Too Many Choices? Take a Quiz.....
I've always gotten a little paralysis in restaraunts with huge menu selections. I tend to brand loyalty so I don't have to make too many decisions; my shopping choices for basic commodities are very price-influenced. This is how I avoid the problem of having too many choices, which apparently isn't as good for us, or the economy, as free-marketeers seem to think.
So naturally, the plethora of Democratic candidates has left me with some ambivalence. There are a few with strong records, a few with good ideas, a few who are just whacko for being in the race (these are not mutually exclusive categories, either). I live in what may be the most irrelevant state in the Union, so it's not like my opinion matters too much, but I like to have one. Fortunately, through the wonders of e-mail forwarding, a solution came to my inbox: a Web Quiz. AOL/Time-Warner put it together, and it's current (i.e. no Gephardt), and includes both Democratic and Republican candidates (OK, only one Republican, but lots of Democrats). You can choose to do the quiz and select only from one party, but that's no fun: it's much more entertaining to take the chance that you might match up to someone you didn't expect. Alternative party ("Third" party is such a bad term, when there are so many of them) candidates aren't on the list yet, which is disappointing. They say that after the primaries are over, they'll add them, but I'm sure there are other parties that already have candidates selected.
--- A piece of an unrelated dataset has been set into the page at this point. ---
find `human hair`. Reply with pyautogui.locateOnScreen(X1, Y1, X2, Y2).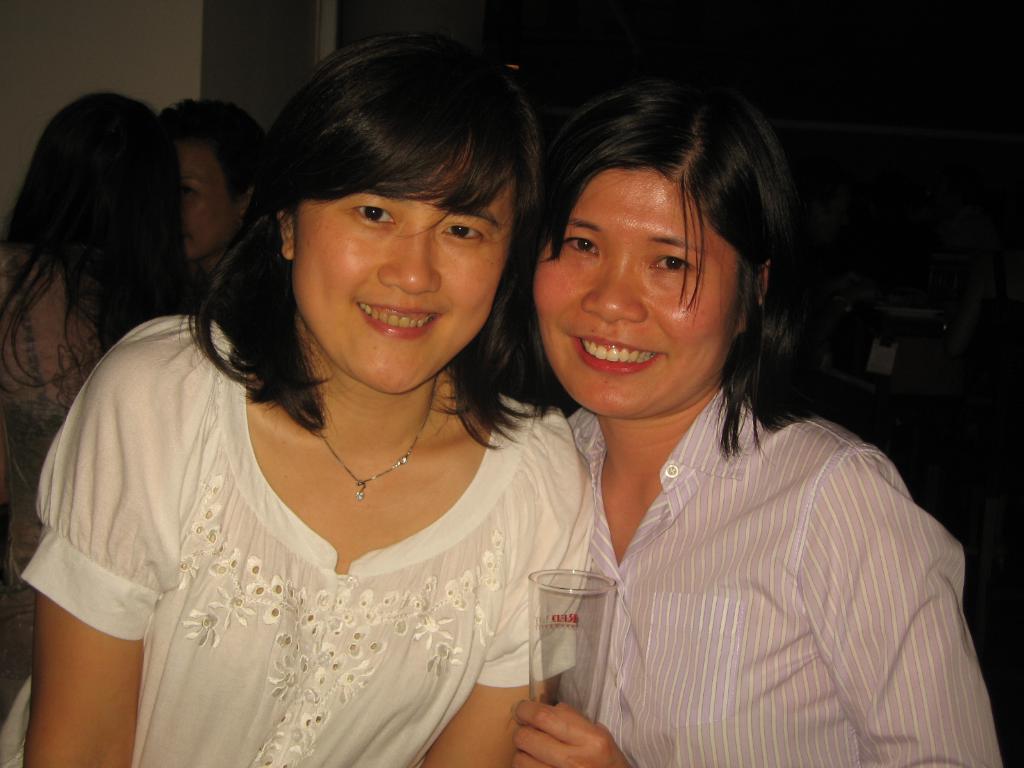
pyautogui.locateOnScreen(183, 19, 576, 457).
The quiz runs through questions about a variety of policy issues, then lets you weight those issues, and gives you a percentage match to the candidates. How did I come out? OK, I'll tell. Two of my top three were unelectable: I had a perfect match to Kucinich and a 94% match to Sharpton (which is your first clue that there aren't enough questions on the quiz). George Bush was at the bottom with 6%, which I think underestimates the areas of agreement between us, but certainly captures how I feel about him as a candidate. The lowest Democrat was Lieberman, in the low 70s. Edwards, Clark and Dean were in the 80s (ascending order). And I had a 95% match with John Kerry, who I've always liked as a Senator.
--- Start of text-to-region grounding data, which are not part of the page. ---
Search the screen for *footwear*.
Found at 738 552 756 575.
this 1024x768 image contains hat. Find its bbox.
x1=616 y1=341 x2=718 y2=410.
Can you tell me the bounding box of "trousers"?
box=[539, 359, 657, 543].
These results aren't too surprising (Sharpton's ascendancy aside), which suggests to me that the poll is reasonably well constructed. This raises an interesting possibility. What if we did away with the tortuous primary process, and instead did some kind of national party poll, aided by a selector quiz like this, with ranked-preference voting? Then the nominee would indeed represent the will of the party membership. For example, I could vote for Kucinich, followed by Kerry and Edwards (in spite of the higher matches for Dean and Clark, I don't think either of them would really be their own president). Then the lowest vote-getter's votes would be distributed to their voter's second choice, and my vote for Kucinich would become a vote for Kerry. The top three or four could go to the convention, unless there was a clear majority victor before that.
The technology exists to make this work, and work pretty well. How many special interests would it violate to have a reasonably open and rational process?